REVIEW: Host

3.5 out of 5 stars (3.5 / 5)

They say that necessity is the mother of invention, but it’s some relation to the tried-and-tested, too.

With most of the global population on lockdown for some portion of the last six months, we’ve all got used to seeing our friends virtually. But what if our friends weren’t the only ones keeping us company? Of-the-moment indie horror film Host makes use of the familiar shot-on-a-desktop format (see also, Unfriended), lent additional potency by its topicality.

Hayley (Haley Bishop), Jemma (Jemma Moore), Emma (Emma Louise Webb), Radina (Radina Drandova), and Caroline (Caroline Ward) all jump on a Zoom call. Some of them live alone, others are living with a partner or staying with family; depending, it seems, on the actor’s actual living arrangements. Teddy (Edward Linard) is onboard for a few minutes till his girlfriend Jinny (Jinny Lofthouse) drags him away.

They’ve also all agreed, with various degrees of trepidation and amusement, to take part in a virtual seance, led by an acquaintance of Hayley’s, Seylan (Seylan Baxter); a first for her also, apparently. While the group initially get a giggle over Seylan’s casual chat about the spirit world – surreptitious drinks whenever she says “astral plane” – things quickly take a turn when they fail to pay proper respect.

Something is unleashed, which for the rest of the film’s runtime plays merry havoc with all those on the call, picking them off one by one.

Coming in at 56 minutes including credits, just under the length of a standard free Zoom call, Host makes effective use of the format, if never quite innovating on it. Aided by some deft in-world camerawork from his cast, director Rob Savage leaves plenty of neat negative space for ghostly phenomena to occur, but keeps it nice and understated. All the more impactful, then, when violence does erupt.

Tense and brutal, one incident will forever change how you view virtual backgrounds. Another shows you just how creepy filters can be. The clever deployment of a Polaroid camera also sets up a few frights, as does the strategic use of a selfie stick, but it feels like there are still some scares left in the video-chat arena.

If not exactly groundbreaking, Host makes full use of its limited budget and resources1 for an efficient and genuinely unsettling case study on how technology and the supernatural do not mix.

Now if you’ll excuse me, I’ve got an online Ouija session on Google Hangouts to get to.

Host is available to watch on Shudder (www.shudder.com).

  1. A couple of of surprising, presumably bank-breaking moments aside.

Author: robertmwallis

Graduate of Royal Holloway and the London Film School. Founder of Of All The Film Sites; formerly Of All The Film Blogs. Formerly Film & TV Editor of The Metropolist and Official Sidekick at A Place to Hang Your Cape. Co-host of The Movie RobCast podcast (formerly Electric Shadows) and member of the Online Film Critics Society.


→ EXERCISE
Exact copy, pictures excluded: the lines from the one containing "This screenshot has width=1013, height=558." to the end of the listing.

→ INPUT FOR THIS TASK
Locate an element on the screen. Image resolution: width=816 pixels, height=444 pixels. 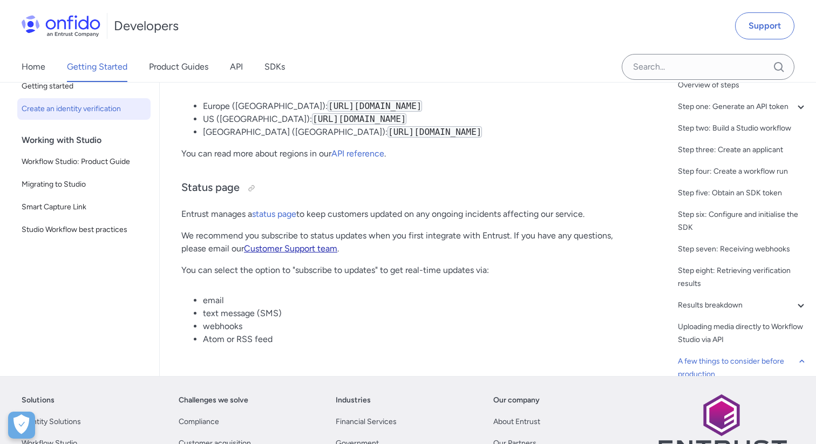
span: Create an identity verification is located at coordinates (84, 109).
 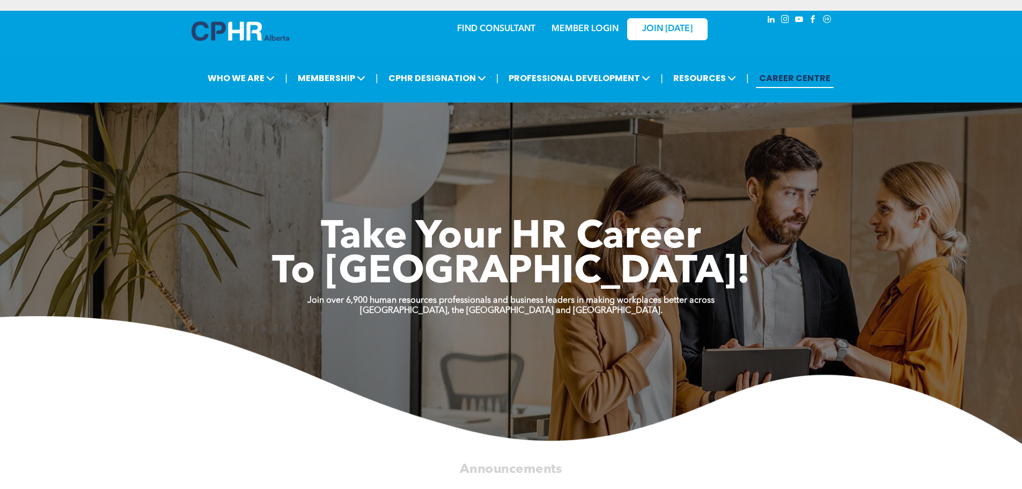 What do you see at coordinates (496, 29) in the screenshot?
I see `a: FIND CONSULTANT` at bounding box center [496, 29].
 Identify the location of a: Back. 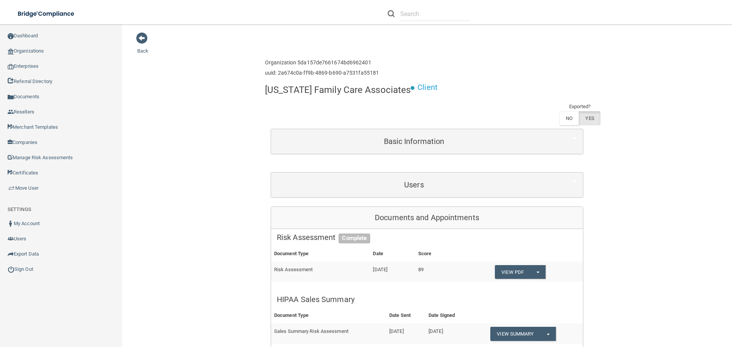
(143, 46).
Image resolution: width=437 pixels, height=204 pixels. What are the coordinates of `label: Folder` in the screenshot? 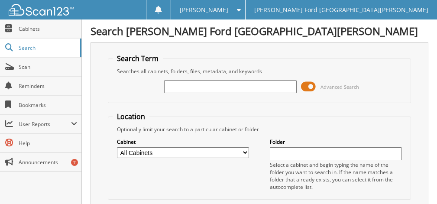 It's located at (336, 142).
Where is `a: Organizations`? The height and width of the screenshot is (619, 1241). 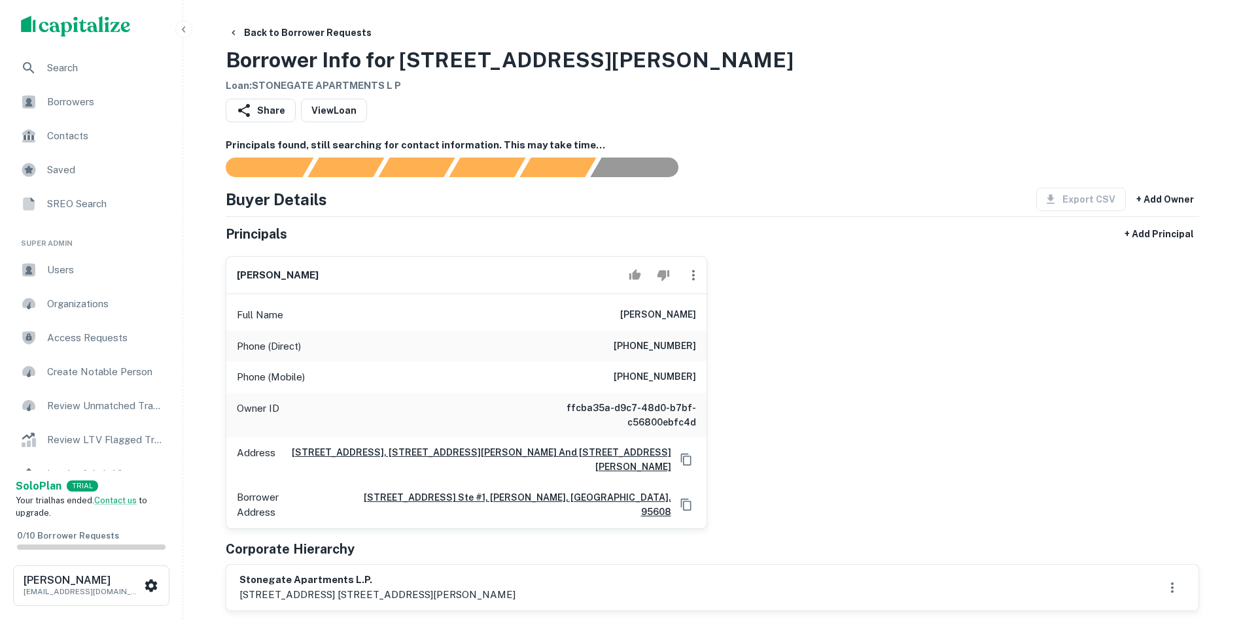
a: Organizations is located at coordinates (91, 304).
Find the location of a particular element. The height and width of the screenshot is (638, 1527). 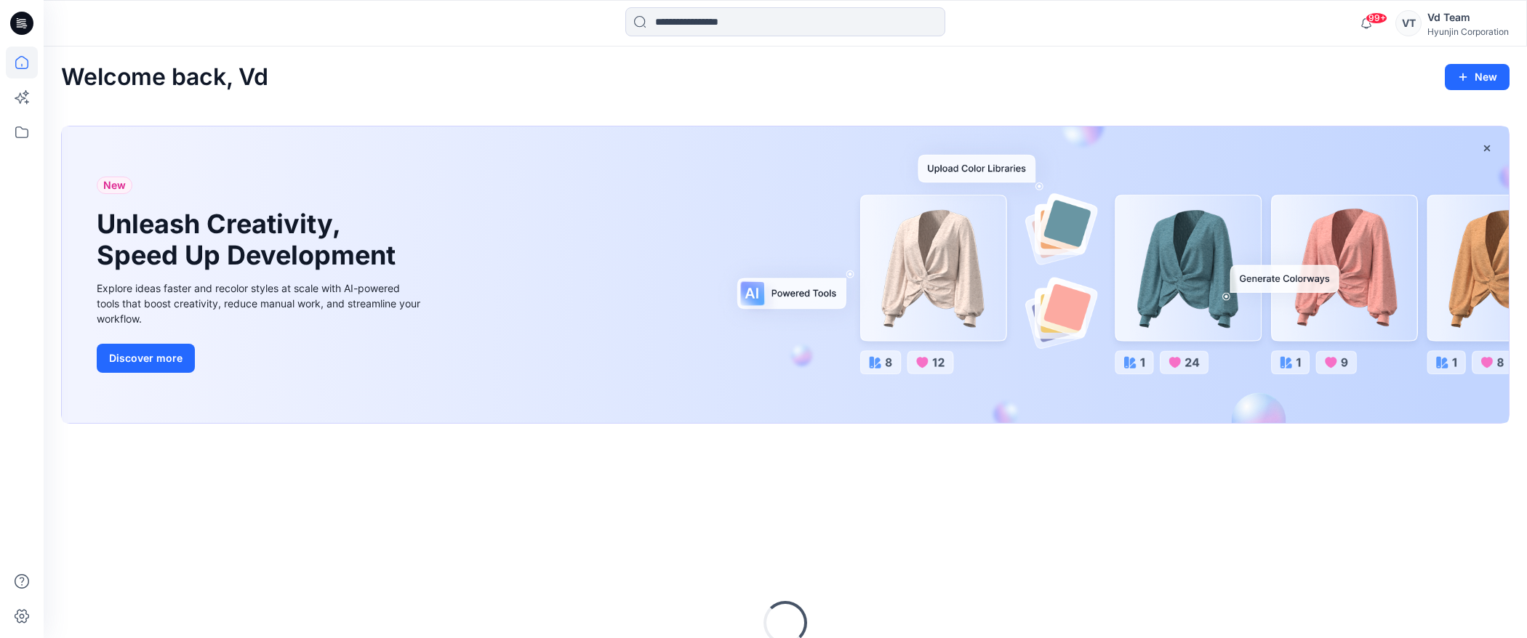

div: Vd Team is located at coordinates (1468, 17).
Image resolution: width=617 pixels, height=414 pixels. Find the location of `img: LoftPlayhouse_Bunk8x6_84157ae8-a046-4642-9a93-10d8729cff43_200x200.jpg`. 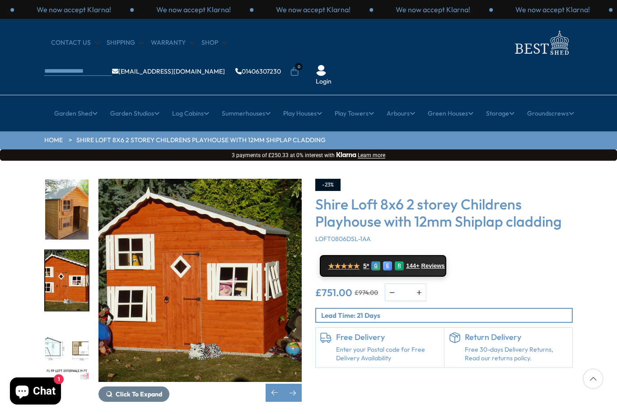

img: LoftPlayhouse_Bunk8x6_84157ae8-a046-4642-9a93-10d8729cff43_200x200.jpg is located at coordinates (67, 280).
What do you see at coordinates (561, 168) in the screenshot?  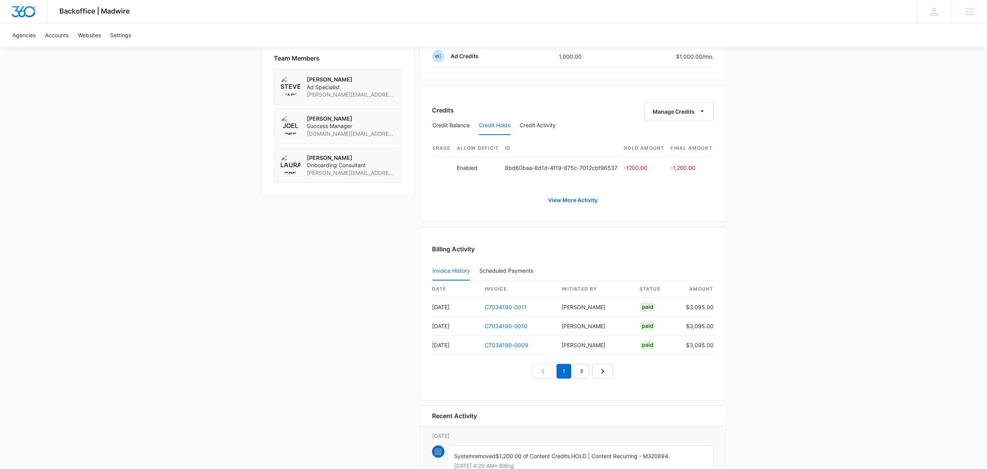 I see `p: 8bd60baa-8d1d-4f19-875c-7012cbf96537` at bounding box center [561, 168].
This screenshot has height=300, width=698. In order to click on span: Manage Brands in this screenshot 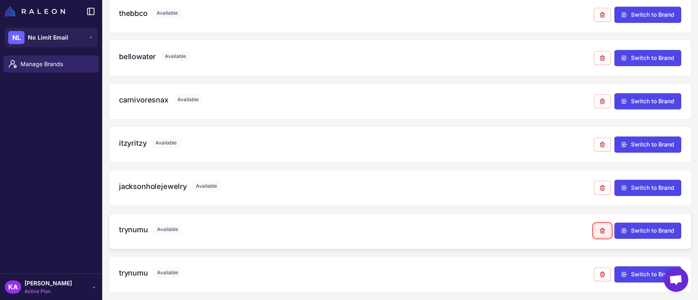, I will do `click(56, 64)`.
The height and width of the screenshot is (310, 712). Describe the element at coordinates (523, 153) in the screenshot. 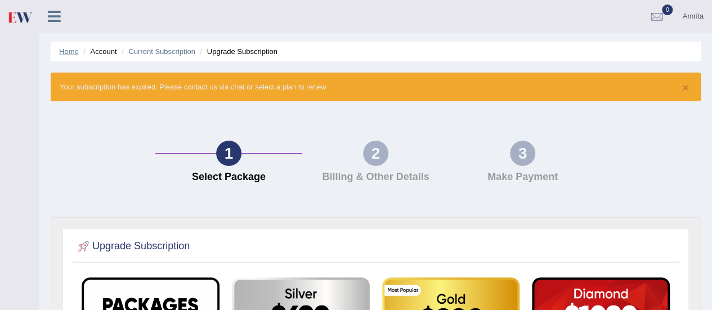

I see `div: 3` at that location.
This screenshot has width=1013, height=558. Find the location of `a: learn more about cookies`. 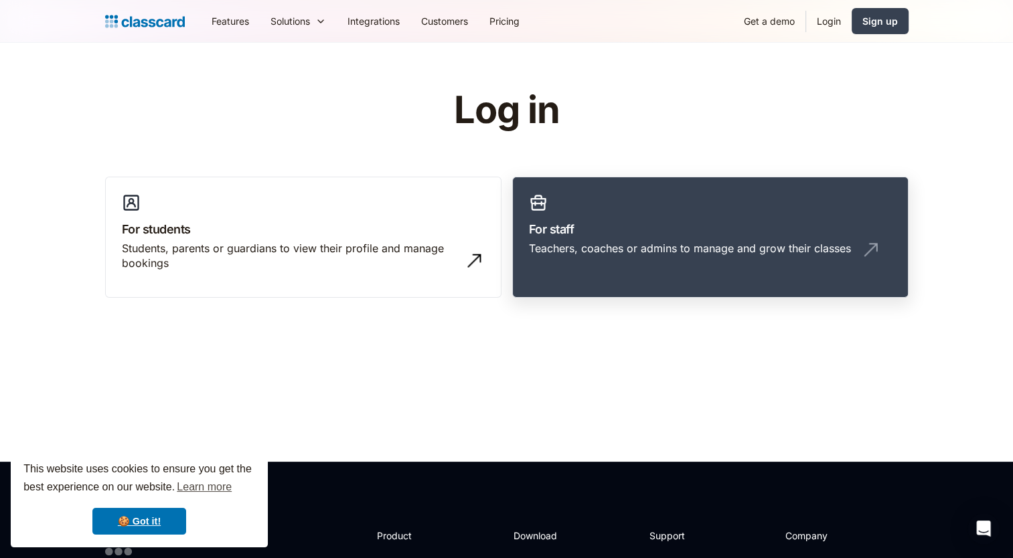

a: learn more about cookies is located at coordinates (204, 487).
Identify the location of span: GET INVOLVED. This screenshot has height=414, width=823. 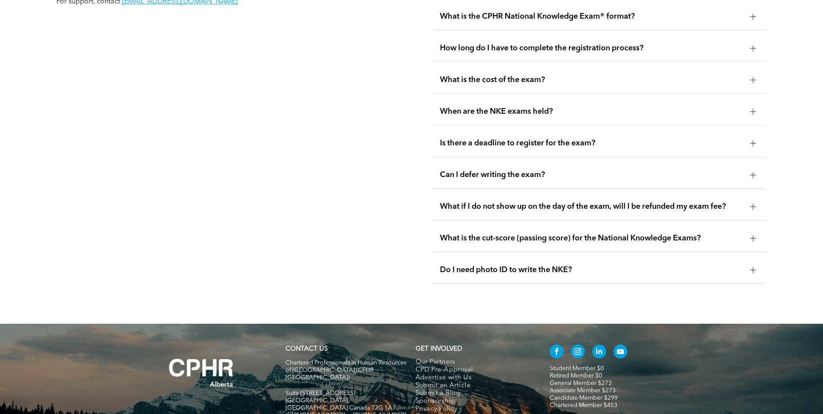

→ ANSWER SECTION
This screenshot has width=1013, height=558. Find the location of `a: learn more about cookies`. 

a: learn more about cookies is located at coordinates (204, 487).
Identify the location of span: GET INVOLVED. This screenshot has height=414, width=823. 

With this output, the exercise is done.